G&A may also provide or update your employee handbook as part of onboarding. This is worth reviewing carefully before you distribute it to employees. Pay particular attention to PTO policy language, at-will employment provisions, and any state-specific addenda. If your current handbook has policies that differ from what G&A’s template includes, those differences need to be reconciled before the handbook goes live. Employees notice when policy language changes, and unexplained changes create questions and sometimes pushback.

Budget extra time for this step if you have a multi-state footprint, any prior compliance gaps, or employees who were previously classified as independent contractors.

Step 6: First Live Payroll Run and Post-Launch Stabilization

Your first live payroll run is the real test of everything that came before it. All the data collection, system configuration, benefits setup, and employee profile completion either paid off here or it didn’t.

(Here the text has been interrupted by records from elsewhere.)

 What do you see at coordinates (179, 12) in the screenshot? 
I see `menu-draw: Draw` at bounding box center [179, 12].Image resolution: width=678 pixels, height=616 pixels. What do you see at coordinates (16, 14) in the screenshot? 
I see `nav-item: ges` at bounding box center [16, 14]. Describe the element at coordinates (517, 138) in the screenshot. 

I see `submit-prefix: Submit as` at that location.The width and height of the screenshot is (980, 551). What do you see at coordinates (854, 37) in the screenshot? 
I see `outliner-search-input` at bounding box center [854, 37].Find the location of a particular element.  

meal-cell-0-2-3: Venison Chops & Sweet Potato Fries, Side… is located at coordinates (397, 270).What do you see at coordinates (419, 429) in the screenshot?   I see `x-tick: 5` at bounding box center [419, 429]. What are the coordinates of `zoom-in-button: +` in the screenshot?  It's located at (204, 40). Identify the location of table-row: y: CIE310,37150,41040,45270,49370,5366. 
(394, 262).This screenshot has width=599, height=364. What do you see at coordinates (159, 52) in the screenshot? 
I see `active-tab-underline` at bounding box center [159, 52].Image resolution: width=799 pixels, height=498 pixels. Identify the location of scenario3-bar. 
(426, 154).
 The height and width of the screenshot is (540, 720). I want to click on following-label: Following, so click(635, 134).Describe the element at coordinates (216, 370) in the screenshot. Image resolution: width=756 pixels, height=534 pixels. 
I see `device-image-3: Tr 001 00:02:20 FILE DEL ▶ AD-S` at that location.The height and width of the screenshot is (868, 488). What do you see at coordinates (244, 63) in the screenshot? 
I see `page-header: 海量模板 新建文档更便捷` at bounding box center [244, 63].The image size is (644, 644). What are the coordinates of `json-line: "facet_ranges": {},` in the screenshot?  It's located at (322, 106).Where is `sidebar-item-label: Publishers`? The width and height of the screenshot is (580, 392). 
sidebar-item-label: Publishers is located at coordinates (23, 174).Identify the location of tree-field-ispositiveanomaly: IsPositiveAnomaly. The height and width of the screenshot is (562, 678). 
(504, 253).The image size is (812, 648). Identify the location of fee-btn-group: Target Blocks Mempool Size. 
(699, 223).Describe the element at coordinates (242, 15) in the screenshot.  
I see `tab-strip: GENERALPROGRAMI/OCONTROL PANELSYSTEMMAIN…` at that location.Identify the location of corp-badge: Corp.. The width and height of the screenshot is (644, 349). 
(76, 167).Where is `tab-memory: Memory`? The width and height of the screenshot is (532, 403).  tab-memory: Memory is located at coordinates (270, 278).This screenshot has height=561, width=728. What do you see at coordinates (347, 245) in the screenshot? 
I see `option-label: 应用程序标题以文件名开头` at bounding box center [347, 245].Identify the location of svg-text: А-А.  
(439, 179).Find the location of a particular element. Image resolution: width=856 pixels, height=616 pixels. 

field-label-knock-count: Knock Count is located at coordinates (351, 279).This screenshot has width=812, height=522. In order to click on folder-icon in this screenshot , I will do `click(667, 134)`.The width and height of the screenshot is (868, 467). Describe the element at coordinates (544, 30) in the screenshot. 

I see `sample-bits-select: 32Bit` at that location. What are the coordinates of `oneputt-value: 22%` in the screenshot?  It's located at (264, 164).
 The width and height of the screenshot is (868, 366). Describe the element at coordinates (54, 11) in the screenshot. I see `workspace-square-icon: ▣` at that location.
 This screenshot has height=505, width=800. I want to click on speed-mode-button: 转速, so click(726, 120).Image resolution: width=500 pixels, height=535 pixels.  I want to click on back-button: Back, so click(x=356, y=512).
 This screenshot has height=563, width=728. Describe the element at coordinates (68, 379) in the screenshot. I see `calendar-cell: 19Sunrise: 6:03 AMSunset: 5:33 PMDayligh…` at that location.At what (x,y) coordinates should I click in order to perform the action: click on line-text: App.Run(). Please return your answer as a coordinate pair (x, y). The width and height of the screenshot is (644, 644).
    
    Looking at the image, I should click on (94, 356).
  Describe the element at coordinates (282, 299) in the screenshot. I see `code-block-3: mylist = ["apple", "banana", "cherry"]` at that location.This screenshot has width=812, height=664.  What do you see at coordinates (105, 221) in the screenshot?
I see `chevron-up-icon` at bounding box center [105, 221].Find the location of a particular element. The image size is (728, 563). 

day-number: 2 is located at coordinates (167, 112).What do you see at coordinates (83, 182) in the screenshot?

Before you approve the first run, verify every employee’s net pay, deductions, and tax withholdings against the parallel test run from Step 3. Don’t skim this review. Common issues that show up at this stage:

Benefits deductions not calculating correctly: This happens when enrollment data didn’t sync properly to the payroll system. It usually shows up as employees being charged the wrong premium amount or not having deductions taken at all.

Garnishments missing: If garnishment documentation wasn’t complete before configuration, the deduction may not appear on the first payroll. This creates a compliance problem — garnishments have legal deadlines.

State tax codes pulling incorrectly for remote employees: Employees who work in a different state than where your company is headquartered need to have the correct state tax codes applied. This is a common error in initial configuration, particularly if your employee census didn’t clearly indicate work location versus home address.

By this point in onboarding, G&A will have assigned you a dedicated service contact. Establish a direct line with that person now, before any issue actually occurs. Find out their response time expectations, their preferred contact method, and who covers when they’re unavailable. You want this relationship established before you’re calling them with an urgent payroll problem at 4pm on a Thursday.

Post-launch stabilization is real. Most PEO transitions take two to three payroll cycles before the system runs cleanly without manual intervention. Plan for this operationally — have your payroll admin review each of the first three runs carefully rather than assuming the system is on autopilot. After three clean payroll runs with no corrections needed, you’re in a stable operating state and can shift to routine monitoring. How other providers handle this same stabilization period is worth understanding — the Paychex PEO onboarding process offers a useful point of comparison for what post-launch support typically looks like.

What Comes After a Smooth Onboarding

Onboarding a PEO is not a passive process. It requires active coordination from your side, particularly in the first 60 to 90 days. With G&A Partners, the process follows a predictable sequence — but the speed and smoothness of your transition depends heavily on how prepared your data is going in and how proactively you communicate with your employees.

The businesses that move through G&A’s onboarding fastest are the ones that treat it like an internal project with clear ownership, deadlines, and accountability — not a vendor-managed handoff. That means assigning someone internally to own each step, setting employee deadlines and enforcing them, and staying engaged with G&A’s onboarding team rather than waiting for them to chase you.

Before you commit to G&A Partners, it’s worth comparing their onboarding structure, service model, and pricing against other providers. Onboarding experience is one factor — but contract terms, fee structures, and what happens at renewal matter just as much. Most businesses overpay due to bundled fees and unclear administrative markups, and those costs don’t become visible until after you’re already locked in.

If you’re still evaluating whether G&A Partners is the right fit, or you want to see how their pricing and service model stack up against alternatives, compare your options using our independent comparison tools. Real data, not sales decks.